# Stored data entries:
>>>

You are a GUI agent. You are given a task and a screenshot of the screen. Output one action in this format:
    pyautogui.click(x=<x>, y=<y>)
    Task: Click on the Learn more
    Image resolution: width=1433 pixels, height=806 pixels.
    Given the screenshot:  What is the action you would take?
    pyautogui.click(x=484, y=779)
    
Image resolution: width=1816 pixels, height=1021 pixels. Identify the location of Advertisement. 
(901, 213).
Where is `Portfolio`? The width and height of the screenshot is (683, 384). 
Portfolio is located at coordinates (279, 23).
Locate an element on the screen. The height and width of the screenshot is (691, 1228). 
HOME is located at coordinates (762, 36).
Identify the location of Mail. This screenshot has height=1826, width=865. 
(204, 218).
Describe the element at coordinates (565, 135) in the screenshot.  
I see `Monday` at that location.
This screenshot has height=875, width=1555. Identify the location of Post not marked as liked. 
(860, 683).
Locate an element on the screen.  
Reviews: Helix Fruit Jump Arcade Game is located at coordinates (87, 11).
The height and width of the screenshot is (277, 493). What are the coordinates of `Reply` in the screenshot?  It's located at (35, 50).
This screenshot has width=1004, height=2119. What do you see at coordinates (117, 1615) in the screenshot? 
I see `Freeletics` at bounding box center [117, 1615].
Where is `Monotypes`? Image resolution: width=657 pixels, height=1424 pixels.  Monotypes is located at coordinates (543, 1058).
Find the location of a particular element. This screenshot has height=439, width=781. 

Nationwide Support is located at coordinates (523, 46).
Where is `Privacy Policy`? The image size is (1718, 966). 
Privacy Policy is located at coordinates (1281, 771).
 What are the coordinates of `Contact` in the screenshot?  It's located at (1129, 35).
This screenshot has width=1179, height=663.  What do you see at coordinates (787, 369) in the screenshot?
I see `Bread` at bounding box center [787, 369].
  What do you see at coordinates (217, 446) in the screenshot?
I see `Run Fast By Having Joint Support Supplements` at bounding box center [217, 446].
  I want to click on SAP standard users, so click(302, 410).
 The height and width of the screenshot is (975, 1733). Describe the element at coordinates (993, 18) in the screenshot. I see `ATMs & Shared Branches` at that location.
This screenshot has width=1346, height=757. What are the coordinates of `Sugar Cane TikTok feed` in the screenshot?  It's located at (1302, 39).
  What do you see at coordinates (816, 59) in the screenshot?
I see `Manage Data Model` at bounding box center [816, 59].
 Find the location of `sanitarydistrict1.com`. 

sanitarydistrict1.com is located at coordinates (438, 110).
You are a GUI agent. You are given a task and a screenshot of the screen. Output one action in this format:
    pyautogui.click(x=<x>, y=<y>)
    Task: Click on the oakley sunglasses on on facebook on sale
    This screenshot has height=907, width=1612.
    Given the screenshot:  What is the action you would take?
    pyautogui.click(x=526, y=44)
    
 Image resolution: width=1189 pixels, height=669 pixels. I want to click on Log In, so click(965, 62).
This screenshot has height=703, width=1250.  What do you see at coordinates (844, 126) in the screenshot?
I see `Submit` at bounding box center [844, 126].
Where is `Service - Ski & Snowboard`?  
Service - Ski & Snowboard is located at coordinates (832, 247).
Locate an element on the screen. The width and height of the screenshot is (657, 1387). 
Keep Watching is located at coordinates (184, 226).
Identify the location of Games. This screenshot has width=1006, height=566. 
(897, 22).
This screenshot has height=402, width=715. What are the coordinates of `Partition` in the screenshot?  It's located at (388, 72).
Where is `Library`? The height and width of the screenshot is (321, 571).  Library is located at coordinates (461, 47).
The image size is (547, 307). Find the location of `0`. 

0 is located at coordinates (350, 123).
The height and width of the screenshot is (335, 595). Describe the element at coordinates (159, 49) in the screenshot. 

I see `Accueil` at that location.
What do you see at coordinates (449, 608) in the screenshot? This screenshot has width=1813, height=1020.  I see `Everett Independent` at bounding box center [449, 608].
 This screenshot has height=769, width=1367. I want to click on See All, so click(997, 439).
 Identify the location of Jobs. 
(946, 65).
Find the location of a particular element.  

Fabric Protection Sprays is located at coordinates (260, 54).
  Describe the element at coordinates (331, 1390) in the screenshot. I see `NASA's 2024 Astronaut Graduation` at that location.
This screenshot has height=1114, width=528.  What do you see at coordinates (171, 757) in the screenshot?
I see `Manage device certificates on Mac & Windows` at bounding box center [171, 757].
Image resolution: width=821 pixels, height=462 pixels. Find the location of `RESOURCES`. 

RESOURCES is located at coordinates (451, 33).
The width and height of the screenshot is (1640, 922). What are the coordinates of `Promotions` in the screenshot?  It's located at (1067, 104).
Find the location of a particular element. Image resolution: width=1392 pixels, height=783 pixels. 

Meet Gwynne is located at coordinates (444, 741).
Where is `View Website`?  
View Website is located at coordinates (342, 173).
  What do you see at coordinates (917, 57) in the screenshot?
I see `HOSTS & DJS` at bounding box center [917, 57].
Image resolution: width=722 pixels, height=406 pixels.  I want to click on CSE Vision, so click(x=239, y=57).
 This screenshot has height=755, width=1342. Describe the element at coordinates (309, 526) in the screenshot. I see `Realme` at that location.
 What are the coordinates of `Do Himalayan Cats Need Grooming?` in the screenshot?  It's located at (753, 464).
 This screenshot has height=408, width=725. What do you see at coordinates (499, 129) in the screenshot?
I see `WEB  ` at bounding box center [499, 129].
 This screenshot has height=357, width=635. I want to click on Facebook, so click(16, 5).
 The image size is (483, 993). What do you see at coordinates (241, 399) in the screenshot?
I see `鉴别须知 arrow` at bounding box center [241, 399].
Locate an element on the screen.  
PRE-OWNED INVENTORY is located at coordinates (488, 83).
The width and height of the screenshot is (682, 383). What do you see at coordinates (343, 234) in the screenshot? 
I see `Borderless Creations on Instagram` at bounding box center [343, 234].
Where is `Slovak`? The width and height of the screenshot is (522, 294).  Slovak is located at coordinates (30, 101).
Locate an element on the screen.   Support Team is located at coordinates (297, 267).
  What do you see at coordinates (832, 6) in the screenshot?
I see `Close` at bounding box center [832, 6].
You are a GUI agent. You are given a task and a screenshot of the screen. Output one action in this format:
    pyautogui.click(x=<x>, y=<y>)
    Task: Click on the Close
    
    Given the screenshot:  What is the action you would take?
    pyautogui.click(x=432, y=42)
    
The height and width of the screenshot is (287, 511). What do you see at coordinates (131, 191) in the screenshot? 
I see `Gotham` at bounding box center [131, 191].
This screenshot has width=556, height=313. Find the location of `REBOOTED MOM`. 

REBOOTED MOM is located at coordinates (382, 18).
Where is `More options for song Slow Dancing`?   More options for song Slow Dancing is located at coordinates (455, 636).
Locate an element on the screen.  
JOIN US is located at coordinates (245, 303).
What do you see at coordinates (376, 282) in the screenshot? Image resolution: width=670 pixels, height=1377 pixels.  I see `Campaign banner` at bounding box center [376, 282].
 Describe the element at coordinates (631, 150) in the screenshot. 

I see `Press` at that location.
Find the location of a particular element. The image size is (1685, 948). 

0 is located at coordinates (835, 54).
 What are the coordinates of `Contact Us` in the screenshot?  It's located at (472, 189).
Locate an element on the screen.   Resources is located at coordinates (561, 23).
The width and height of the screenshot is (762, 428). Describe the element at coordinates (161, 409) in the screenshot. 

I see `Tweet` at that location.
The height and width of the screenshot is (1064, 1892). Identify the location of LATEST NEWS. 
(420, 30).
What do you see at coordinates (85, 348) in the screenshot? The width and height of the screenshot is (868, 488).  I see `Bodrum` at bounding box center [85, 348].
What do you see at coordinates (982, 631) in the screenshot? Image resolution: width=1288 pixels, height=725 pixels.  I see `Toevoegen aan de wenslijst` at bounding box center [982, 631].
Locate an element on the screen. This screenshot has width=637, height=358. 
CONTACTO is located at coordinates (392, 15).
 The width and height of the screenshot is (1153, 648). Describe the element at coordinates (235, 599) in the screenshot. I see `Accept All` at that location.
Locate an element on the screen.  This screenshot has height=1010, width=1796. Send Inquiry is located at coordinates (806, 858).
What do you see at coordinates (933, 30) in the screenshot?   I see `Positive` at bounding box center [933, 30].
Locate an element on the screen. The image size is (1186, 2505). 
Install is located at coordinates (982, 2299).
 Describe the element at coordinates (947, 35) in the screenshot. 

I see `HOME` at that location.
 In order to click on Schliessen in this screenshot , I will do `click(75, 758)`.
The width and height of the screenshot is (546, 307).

<<<

Return, please, the lines of the data from the first through the line containing "Image resolution: width=1433", both kept, exactly as they stand and nothing more.

# REPLY:
You are a GUI agent. You are given a task and a screenshot of the screen. Output one action in this format:
    pyautogui.click(x=<x>, y=<y>)
    Task: Click on the Learn more
    Image resolution: width=1433 pixels, height=806 pixels.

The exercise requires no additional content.